Szechuan Gourmet does not operate a tasting menu format. The draw here is à la carte Sichuan at $$ prices — dishes like pork dumplings in chili oil, spicy cellophane noodles, salt and pepper prawns. Order broadly across the menu rather than expecting a set progression.
Is Szechuan Gourmet good for a special occasion?
It depends on what you mean by special. The remodeled space is described as an elegant upgrade from the original, the food quality earned an OAD Cheap Eats ranking (#474 in North America, 2024). For a relaxed celebratory lunch or a low-key dinner, yes — for a milestone occasion requiring private dining or a formal atmosphere, look elsewhere.
Is Szechuan Gourmet worth the price?
At $$, it is one of the stronger value propositions in Midtown. Opinionated About Dining ranked it among the top cheap eats in North America in both 2023 and 2024 — that kind of third-party recognition at this price point is rare in Manhattan. If Sichuan food is your format, it is worth the trip.
What are alternatives to Szechuan Gourmet in New York City?
For Sichuan specifically, Spicy Moon (vegan Sichuan) and Hao Noodle offer different angles on the cuisine. If you want to stay in Midtown at a similar price, the comparison set shifts fast — most competitors either move upmarket or sacrifice kitchen quality. Szechuan Gourmet's OAD recognition makes it the reference point, not the fallback.
Location
21 W 39th St, New York, NY 10018
New York City, United States
Compare Szechuan Gourmet
| Venue | Cuisine | Price | Booking Difficulty |
|---|---|---|---|
| Szechuan Gourmet | Chinese | $$ | Easy |
| Le Bernardin | French, Seafood | $$$$ | Unknown |
| Atomix | Modern Korean, Korean | $$$$ | Unknown |
| Per Se | French, Contemporary | $$$$ | Unknown |
| Masa | Sushi, Japanese | $$$$ | Unknown |
| Eleven Madison Park | French, Vegan | $$$$ | Unknown |
Key differences to consider before you reserve.
Also Consider
- Le Bernardin, French, Seafood, $$$$
- Atomix, Modern Korean, Korean, $$$$
- Per Se, French, Contemporary, $$$$
- Masa, Sushi, Japanese, $$$$
- Eleven Madison Park, French, Vegan, $$$$
Comparing Szechuan Gourmet to Le Bernardin, Atomix, Per Se, Masa, or Eleven Madison Park is not a like-for-like exercise, these are $$$$ tasting-menu commitments in a different category entirely.
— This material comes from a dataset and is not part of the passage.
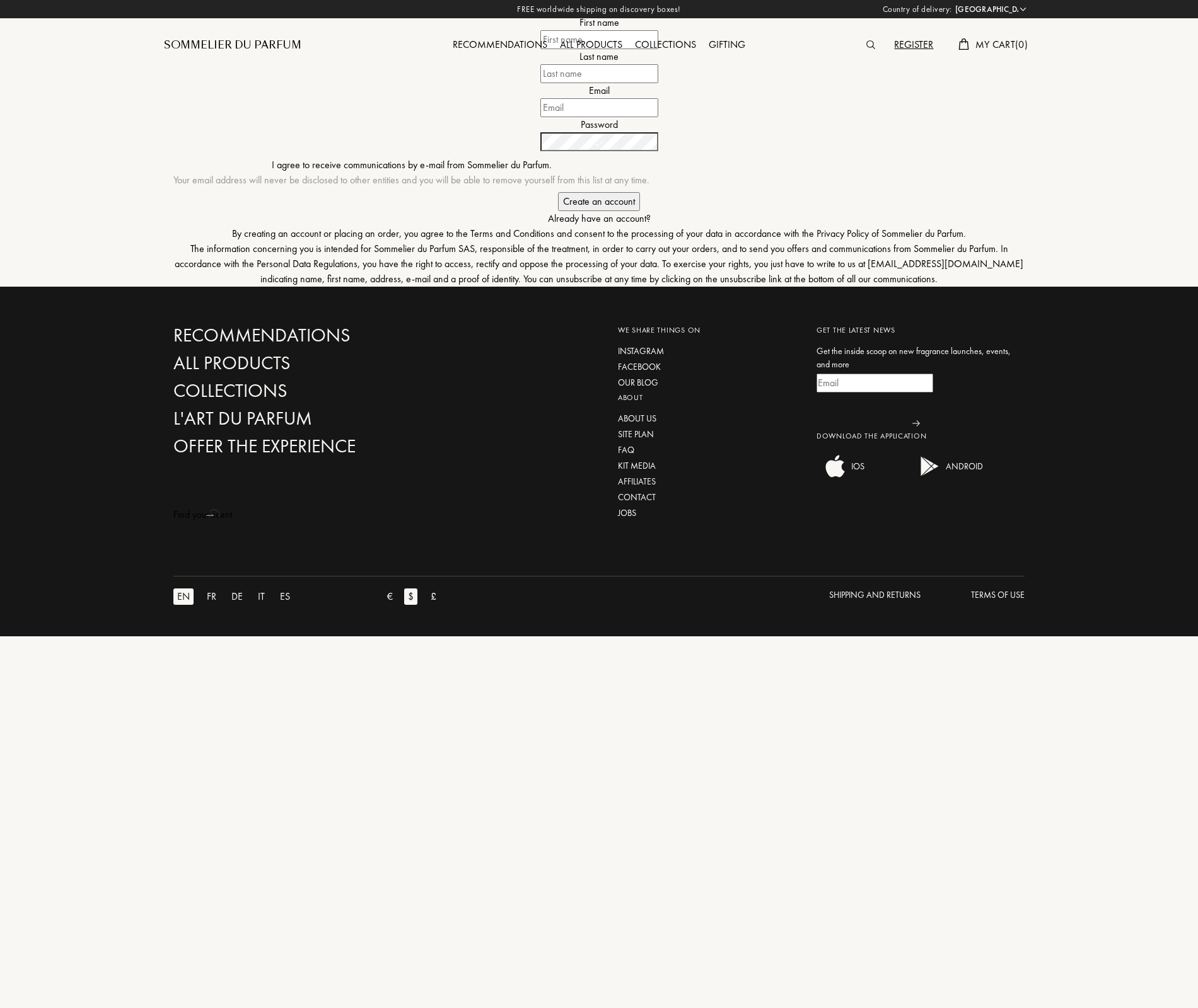 The height and width of the screenshot is (1008, 1198). I want to click on a: Facebook, so click(707, 367).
A meal at Masa alone will cost multiples of an entire table's spend at Szechuan Gourmet. The point is not that one is better than the other; it is that they answer different questions. If your question is "where do I spend $400+ per head on a singular New York dining experience," Per Se or Le Bernardin are the right answer. If your question is "where do I eat serious, critically recognised food in Midtown without a significant financial commitment," Szechuan Gourmet is one of the strongest answers in the borough.
Within the $$ Chinese category in New York, the more direct comparisons are with restaurants like Chongqing Lao Zao and Alley 41. That credential, combined with the restaurant's history and post-fire return, gives it a credibility edge over newer or less-documented competitors in the same price band.
The practical recommendation: if you are visiting New York with a mix of dining ambitions, Szechuan Gourmet works as the affordable, high-quality anchor meal around which you plan one or two higher-spend bookings. Book Atomix or Eleven Madison Park for the occasion that warrants it, use Szechuan Gourmet for the meal where you want to eat well without the ceremony. That combination covers the range of what New York's restaurant scene actually offers, and makes better use of your dining budget than spending at the top end every night.